While the appeal was pending, the PTAB found all but one of the asserted patents’ claims unpatentable under 35 U.S.C. § 103, leaving only claim 15 of the ’291 patent at issue. Therefore, the CAFC dismissed plaintiff’s appeal from the district court litigation as moot with regard to all other patents, finding no case or controversy under Article III after plaintiff’s time to appeal the PTAB’s decision expired.

Claim 15 of the ’291 patent directly depends from claim 5 and indirectly depends from claim 1. The CAFC began its § 101 analysis by analyzing claim 1 under Alice/Mayo step 1. Claim 1 “is directed to well-known activities that humans have long performed in identifying people in photos.” The “claim essentially recites [eight] steps for tagging a user in a photo.” Claim 15 describes “collecting photos in a photo album,” which the CAFC ruled “a patent-ineligible idea.” The CAFC further specified that “sending information in response to an input . . . does not make the idea less abstract.”

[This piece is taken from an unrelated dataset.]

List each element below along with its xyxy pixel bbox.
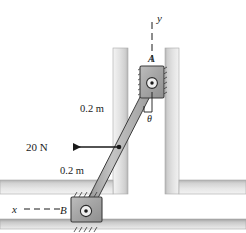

Turning to Alice/Mayo step 2, the CAFC found that claim 15 does not contain elements that serve to transform an abstract idea into a patent-eligible one: “Claim 15 of the ’291 patent refers to nothing more than well-understood, routine, and conventional technology components and does not add significantly more to the abstract idea it recites.” The CAFC noted that this was particularly evidenced by the fact that the specification indicates that the “invention” can be implemented using any generic computational device.

The CAFC further stated that the instances of industry praise cited by plaintiff merely “praise the benefits of tagging photos, which is the abstract idea itself, not any specific technological improvement that [plaintiff] made.”